When I was 7, My mother gathered all that was left from our family’s jewels and bribed a german lady to smuggle me out of the ghetto. “I will follow you” my mother promised.
I was smuggled out inside a wooden closet.
I never saw my mother again.
I was totally alone, moving from a shelter to an orphanage, from a brothel to a monastery…
I didn’t trust People
I valued my life according to four principles; food, clothes, heat and a roof over my head.
Before the war I had a happy childhood. We lived near Krakow.
I remember my Mother’s meticulous care for our home.
War started when i was four and I quickly learned the difference between fear and anxiety.
Fear is specific. It’s the fear of the dark at the hole my father dig in the ground to hide us, like the fear of roaring german dogs, the fear from the sound of the leather whip lashing.
Anxiety is something you can’t put in words but holds you by the throat, it’s like always feeling cold to the bone, like a heavy cloud upon your very own existence.
I don’t remember when I lost my brother Ben-Zion.
I was holding his hand In one of these “actions”, as the nazis were gathering all the ghetto population in order to decide who is work-worthy and who is worthless.
the german officer was sitting, pointing his stick at people
-left
-right
my mother ordered us to go hide
-hold-on your brother, go, go
an officer caught us and brought us back to the gathering place
it was mayhem, the shouting from german soldiers, the crying of people for their faith, for their children’s faith.
I don’t remember when or where my hand slipped from it’s grabbing
i don’t remember when i lost my brother Ben-Zion. I lost him forever.
I lost all my family at the holocaust. Everybody. For years i’ve cried for being an Orphan but today…, i cry for my parents, for what they had to go through
for the sacrifice they made for me.
Today i’m still afraid of dogs
when one is passing by, I have my grandchildren holding my hands
Today, whenever I hear someone talking about the annihilation of Israel, I get this feeling that you can’t put in words but holds you by your throat.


● **Task**:
State how many lines in the records hold the word "diagram", giving the number and no other text.

● **Given data**:
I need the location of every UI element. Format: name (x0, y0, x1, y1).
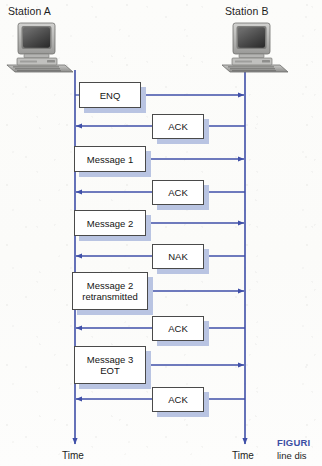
time-label-station-b: Time (232, 450, 254, 461)
message-box-message-3-eot[interactable]: Message 3EOT (74, 346, 146, 384)
time-label-station-a: Time (62, 450, 84, 461)
message-box-label-nak: NAK (168, 251, 188, 262)
figure-canvas: Station A Station B (0, 0, 322, 466)
message-box-message-2[interactable]: Message 2 (74, 210, 146, 236)
message-box-message-2-rtx[interactable]: Message 2retransmitted (72, 272, 148, 310)
message-box-ack-4[interactable]: ACK (152, 387, 204, 412)
message-box-message-1[interactable]: Message 1 (74, 146, 146, 172)
message-box-label-ack-4: ACK (168, 394, 188, 405)
message-box-label-message-3-eot-line-1: Message 3 (87, 354, 133, 365)
message-box-label-message-2-rtx-line-1: Message 2 (87, 280, 133, 291)
desktop-computer-icon-station-b (218, 22, 292, 78)
desktop-computer-icon-station-a (3, 22, 77, 78)
message-box-label-ack-3: ACK (168, 323, 188, 334)
caption-figure-word: FIGURI (277, 437, 322, 448)
message-box-label-ack-1: ACK (168, 121, 188, 132)
message-box-enq[interactable]: ENQ (79, 82, 141, 108)
message-box-label-enq: ENQ (100, 90, 121, 101)
message-box-nak[interactable]: NAK (152, 244, 204, 269)
message-box-label-message-2: Message 2 (87, 218, 133, 229)
message-box-ack-3[interactable]: ACK (152, 316, 204, 341)
message-box-label-ack-2: ACK (168, 187, 188, 198)
message-box-label-message-3-eot-line-2: EOT (100, 365, 120, 376)
caption-body-text: line dis (277, 450, 322, 461)
message-box-ack-1[interactable]: ACK (152, 114, 204, 139)
message-box-label-message-1: Message 1 (87, 154, 133, 165)
message-box-label-message-2-rtx-line-2: retransmitted (82, 291, 137, 302)
message-box-ack-2[interactable]: ACK (152, 180, 204, 205)
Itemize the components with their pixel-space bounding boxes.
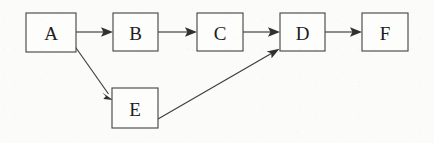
node-a[interactable]: A [26, 13, 76, 52]
node-d-label: D [296, 23, 310, 44]
edge-b-to-c [158, 27, 197, 37]
node-b[interactable]: B [113, 13, 158, 51]
edge-d-to-f [325, 27, 362, 37]
node-b-label: B [129, 23, 142, 44]
node-f-label: F [380, 23, 391, 44]
edge-e-to-d-line [158, 53, 273, 119]
node-e[interactable]: E [112, 88, 158, 128]
diagram-canvas: A B C D F E [0, 0, 434, 143]
node-a-label: A [44, 23, 58, 44]
edge-c-to-d [243, 27, 280, 37]
edge-e-to-d [158, 49, 280, 119]
edge-a-to-e-line [74, 45, 109, 94]
node-d[interactable]: D [280, 13, 325, 51]
flowchart-diagram: A B C D F E [0, 0, 434, 143]
node-f[interactable]: F [362, 13, 408, 51]
node-group: A B C D F E [26, 13, 408, 128]
edge-e-to-d-arrowhead [267, 49, 280, 58]
edge-a-to-e [74, 45, 113, 100]
node-c-label: C [214, 23, 227, 44]
node-c[interactable]: C [197, 13, 243, 51]
node-e-label: E [129, 99, 141, 120]
edge-a-to-b [76, 27, 113, 37]
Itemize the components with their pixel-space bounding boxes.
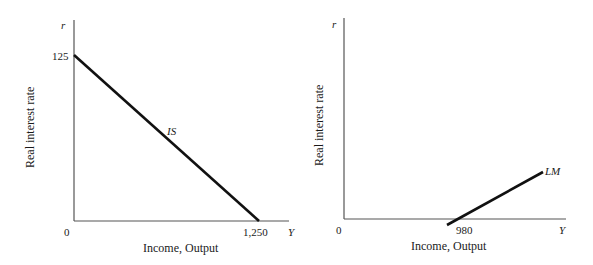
lm-y-axis-label: Real interest rate [312, 85, 326, 166]
is-y-symbol: r [61, 19, 66, 31]
is-y-axis-label: Real interest rate [23, 87, 37, 168]
is-x-tick-1250: 1,250 [243, 226, 268, 238]
lm-chart: r 0 980 Y LM Income, Output Real interes… [312, 18, 567, 253]
is-curve [74, 55, 259, 221]
is-chart: r 125 0 1,250 Y IS Income, Output Real i… [23, 19, 296, 255]
is-x-axis-label: Income, Output [143, 241, 219, 255]
is-origin-label: 0 [64, 226, 70, 238]
lm-origin-label: 0 [336, 224, 342, 236]
lm-x-axis-label: Income, Output [411, 239, 487, 253]
is-curve-label: IS [166, 125, 177, 137]
lm-y-symbol: r [332, 18, 337, 30]
lm-x-symbol: Y [559, 224, 567, 236]
lm-x-tick-980: 980 [456, 224, 473, 236]
is-y-tick-125: 125 [52, 50, 69, 62]
is-x-symbol: Y [288, 226, 296, 238]
lm-curve [447, 172, 543, 225]
chart-canvas: r 125 0 1,250 Y IS Income, Output Real i… [0, 0, 593, 265]
lm-curve-label: LM [544, 165, 561, 177]
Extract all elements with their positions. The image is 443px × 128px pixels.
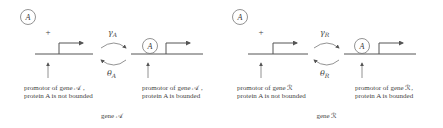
backward-reaction-arrow: [314, 60, 339, 65]
rate-gamma-a: γA: [108, 28, 118, 38]
caption-unbound-line2: protein A is not bounded: [24, 92, 93, 100]
free-protein-a: A: [21, 10, 36, 25]
caption-unbound-line1: promotor of gene 𝒜 ,: [24, 84, 85, 92]
plus-sign: +: [258, 27, 263, 37]
caption-unbound-line1: promotor of gene ℛ: [237, 84, 293, 92]
caption-unbound-line2: protein A is not bounded: [237, 92, 306, 100]
panel-gene-a: A + γA θA A promotor of gene 𝒜 , protein…: [21, 10, 204, 121]
backward-reaction-arrow: [101, 60, 126, 65]
gene-regulation-diagram: A + γA θA A promotor of gene 𝒜 , protein…: [0, 0, 443, 128]
transcription-arrow-icon: [273, 43, 297, 54]
rate-gamma-r: γR: [320, 28, 330, 38]
free-protein-label: A: [25, 13, 31, 22]
transcription-arrow-icon: [59, 43, 83, 54]
plus-sign: +: [45, 27, 50, 37]
caption-bound-line2: protein A is bounded: [142, 92, 201, 100]
bound-protein-a: A: [143, 39, 158, 54]
transcription-arrow-icon: [379, 43, 403, 54]
bound-protein-label: A: [147, 42, 153, 51]
free-protein-label: A: [237, 13, 243, 22]
rate-theta-r: θR: [320, 69, 330, 79]
free-protein-a: A: [233, 10, 248, 25]
rate-theta-a: θA: [107, 69, 117, 79]
caption-bound-line1: promotor of gene 𝒜 ,: [142, 84, 203, 92]
caption-bound-line1: promotor of gene ℛ,: [355, 84, 413, 92]
forward-reaction-arrow: [101, 43, 126, 48]
transcription-arrow-icon: [166, 43, 190, 54]
gene-label: gene 𝒜: [101, 112, 124, 120]
forward-reaction-arrow: [314, 43, 339, 48]
caption-bound-line2: protein A is bounded: [355, 92, 414, 100]
bound-protein-label: A: [359, 42, 365, 51]
gene-label: gene ℛ: [317, 112, 338, 120]
bound-protein-a: A: [355, 39, 370, 54]
panel-gene-r: A + γR θR A promotor of gene ℛ protein A…: [233, 10, 417, 121]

● **Response area**:
3